There
have been countless words strung together in response to René
Descartes' cryptic quote; “Cogito ergo sum”. This Latin
phrase of his is usually translated as “I think, therefore I am.”
For most of us who can't read or speak Latin or who are not steeped
in Enlightenment philosophy, Descartes' quip sounds very erudite, but
what the hell did he mean? Is its significance of any relevance to
the average modern mind?
I
confess to feeling rather confused when I ponder René's response.
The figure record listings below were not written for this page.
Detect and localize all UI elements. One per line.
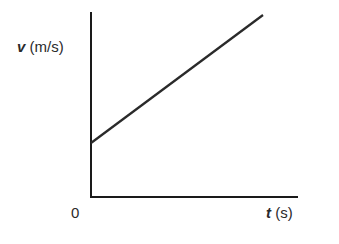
data-line: [91, 15, 263, 143]
y-unit: (m/s): [25, 38, 63, 55]
x-axis-label: t (s): [266, 204, 293, 221]
origin-label: 0: [71, 204, 79, 221]
y-axis-label: v (m/s): [17, 38, 64, 55]
x-unit: (s): [271, 204, 293, 221]
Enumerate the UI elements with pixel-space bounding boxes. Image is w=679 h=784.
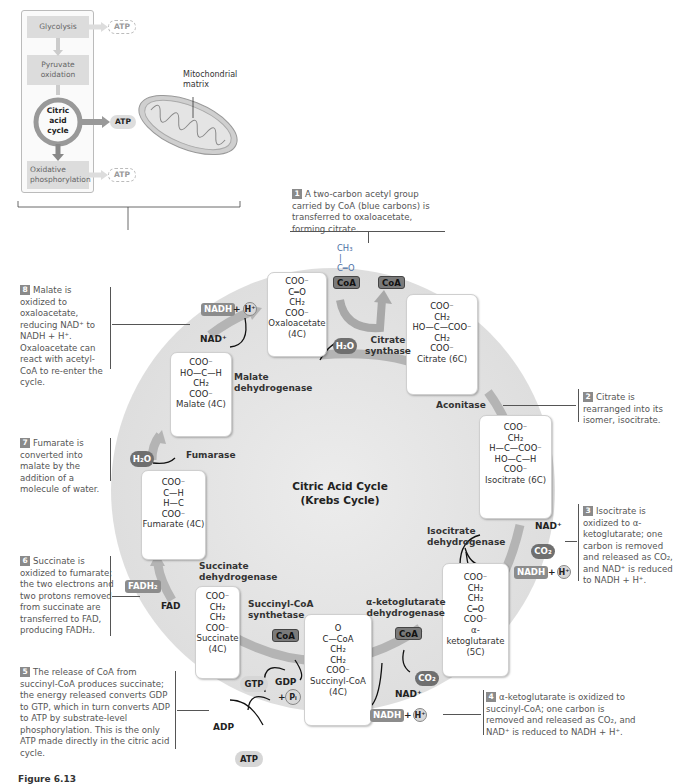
malate-box: COO⁻ HO—C—H CH₂ COO⁻ Malate (4C) [170, 352, 232, 437]
bracket-step-2 [578, 389, 579, 422]
nad-step8: NAD⁺ [200, 334, 227, 344]
nad-step3: NAD⁺ [535, 521, 562, 531]
bracket-step-7 [110, 438, 111, 481]
fad-label: FAD [161, 601, 181, 611]
gtp-star: GTP [240, 676, 268, 692]
succinate-box: COO⁻ CH₂ CH₂ COO⁻ Succinate (4C) [195, 586, 240, 679]
alpha-ketoglutarate-name: α-ketoglutarate [443, 625, 508, 647]
h-bubble-step8: H⁺ [243, 302, 257, 316]
succinyl-coa-box: O C—CoA CH₂ CH₂ COO⁻ Succinyl-CoA (4C) [304, 614, 372, 726]
nadh-pill-step4: NADH [370, 709, 404, 722]
note-step-6: 6Succinate is oxidized to fumarate; the … [20, 556, 115, 637]
fumarate-box: COO⁻ C—H H—C COO⁻ Fumarate (4C) [141, 470, 206, 560]
enzyme-citrate-synthase: Citratesynthase [363, 335, 413, 357]
co2-bubble-step3: CO₂ [531, 544, 555, 559]
bracket-step-8 [110, 287, 111, 369]
enzyme-aconitase: Aconitase [436, 400, 486, 411]
bracket-step-1-stem [368, 231, 369, 243]
bracket-step-4 [483, 690, 484, 735]
bracket-step-5-stem [177, 710, 209, 711]
succinate-name: Succinate [196, 633, 239, 644]
fadh2-pill: FADH₂ [125, 580, 161, 593]
oxaloacetate-name: Oxaloacetate [268, 318, 326, 329]
isocitrate-box: COO⁻ CH₂ H—C—COO⁻ HO—C—H COO⁻ Isocitrate… [479, 415, 552, 519]
bracket-step-6-stem [112, 596, 140, 597]
enzyme-fumarase: Fumarase [186, 450, 236, 461]
malate-name: Malate (4C) [171, 399, 231, 410]
bracket-step-8-stem [112, 324, 190, 325]
note-step-5: 5The release of CoA from succinyl-CoA pr… [20, 667, 170, 759]
bracket-step-3 [578, 504, 579, 581]
citrate-box: COO⁻ CH₂ HO—C—COO⁻ CH₂ COO⁻ Citrate (6C) [406, 294, 478, 395]
bracket-step-4-stem [443, 714, 481, 715]
released-coa-pill: CoA [378, 276, 405, 289]
note-step-1: 1A two-carbon acetyl group carried by Co… [292, 189, 432, 235]
citrate-name: Citrate (6C) [407, 354, 477, 365]
h2o-bubble-step1: H₂O [333, 338, 357, 354]
note-step-3: 3Isocitrate is oxidized to α-ketoglutara… [583, 506, 678, 587]
co2-bubble-step4: CO₂ [415, 671, 439, 686]
isocitrate-name: Isocitrate (6C) [480, 475, 551, 486]
fumarate-name: Fumarate (4C) [142, 519, 205, 530]
note-step-8: 8Malate is oxidized to oxaloacetate, red… [20, 285, 105, 389]
oxaloacetate-box: COO⁻ C═O CH₂ COO⁻ Oxaloacetate (4C) [267, 272, 327, 357]
pi-bubble: Pᵢ [285, 689, 301, 705]
enzyme-isocitrate-dehydrogenase: Isocitratedehydrogenase [427, 526, 505, 548]
bracket-step-2-stem [503, 405, 576, 406]
gdp-label: GDP [275, 677, 296, 687]
plus-step4: + [404, 710, 412, 720]
h-bubble-step3: H⁺ [557, 565, 571, 579]
nad-step4: NAD⁺ [395, 689, 422, 699]
note-step-7: 7Fumarate is converted into malate by th… [20, 438, 110, 496]
nadh-pill-step3: NADH [514, 566, 548, 579]
acetyl-coa-pill: CoA [333, 276, 360, 289]
bracket-step-5 [175, 671, 176, 749]
plus-step8: + [233, 304, 241, 314]
adp-label: ADP [213, 722, 234, 732]
h2o-bubble-step7: H₂O [130, 451, 154, 467]
alpha-ketoglutarate-box: COO⁻ CH₂ CH₂ C═O COO⁻ α-ketoglutarate (5… [442, 563, 509, 677]
figure-label: Figure 6.13 [18, 774, 76, 784]
coa-pill-step5: CoA [272, 629, 299, 642]
bracket-step-3-stem [565, 541, 577, 542]
nadh-pill-step8: NADH [201, 303, 235, 316]
succinyl-coa-name: Succinyl-CoA [305, 676, 371, 687]
coa-pill-step4: CoA [395, 627, 422, 640]
plus-step3: + [548, 567, 556, 577]
enzyme-succinyl-coa-synthetase: Succinyl-CoAsynthetase [248, 599, 314, 621]
note-step-2: 2Citrate is rearranged into its isomer, … [583, 392, 673, 427]
acetyl-group: CH₃ | C═O [337, 243, 367, 273]
enzyme-malate-dehydrogenase: Malatedehydrogenase [234, 372, 312, 394]
atp-star: ATP [235, 751, 263, 767]
bracket-step-6 [110, 556, 111, 636]
enzyme-succinate-dehydrogenase: Succinatedehydrogenase [199, 561, 277, 583]
h-bubble-step4: H⁺ [413, 708, 427, 722]
cycle-title: Citric Acid Cycle (Krebs Cycle) [285, 479, 395, 507]
enzyme-akg-dehydrogenase: α-ketoglutaratedehydrogenase [366, 597, 445, 619]
note-step-4: 4α-ketoglutarate is oxidized to succinyl… [486, 692, 636, 738]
I've read numerous interpretations over the years, but comprehension
of “Cogito ergo sum” still pretty much escapes me. Then I
recently read an article in the New Yorker magazine that
helped me get a much better handle on the meaning of this phrase, in
an article by Adam Kirsch, who is on the faculty of Columbia
University. What really helped me was to get some background on 17th
century thinking in Europe, to see the context in which Descartes was
pondering the weighty quandaries of existence.
As
the Enlightenment unfolded, the West was the world's economic,
military, and intellectual leader. Western science was flowering and,
in the process, was refuting much of Christianity's long-established
dogma. As people's minds were being freed to open to new realities,
their old truths were having to be abandoned. No, the Earth is not
at the center of the universe. No, many of the supernatural
explanations you've counted on for ages are now seen to be false. No,
the paths of the planets are not determined by the perfection of
God's “harmony of the spheres,” but by simple physical laws
discovered by Isaac Newton. The list goes on.
In
short, much of the old certainty was being cast aside, and it rattled
many people. There were so many new facts and verities flooding the
Western mind that people felt cast adrift. Where were they now
supposed to anchor their convictions? Many of their previous ways of
thinking were being trashed. What was reality? What was truth? What
was illusion? Is there anything people could count on?
Descartes
was a philosopher and many people at the time turned to
philosophers—if only because these thinkers had been pondering
these same questions for centuries. One of the unique qualities of
philosophy is that there are no final answers to the big questions of
life. Humans may have found a definitive answer in the 17th
century as to why the planets did their dance, but the same
philosophical questions that had puzzled Socrates and his fellow
Greek sages 2000 years earlier were still being examined and debated
by Enlightenment thinkers; as they are today.
One
crucial thing that science did in the Enlightenment period was that, as it led to truths, it helped people understand that our human
senses give us but a partial understanding of reality. So what can
I believe in? What can I count on? Descartes pondered these
questions. He decided to go back to the beginning, to doubt
everything, to strip one's existence to the bare bone. After
doing so, he wondered if there is anything one can be certain
of? Is the world real? Do my senses tell me anything about the actual
world? Do I even exist?
His
conclusion: the only thing I can believe in is the fact that I'm
thinking; that I'm conscious. My mind—being the only thing I can
experience—must be real. Without my mind, there's no me. So I am
thinking, thus I must exist. He stripped it back to the basics; back
to the only thing we can count on and experience: the workings of our
mind. With that fundamental reality, I can then conclude that I must
be. Then, with that grounding, one could rebuild one's worldview.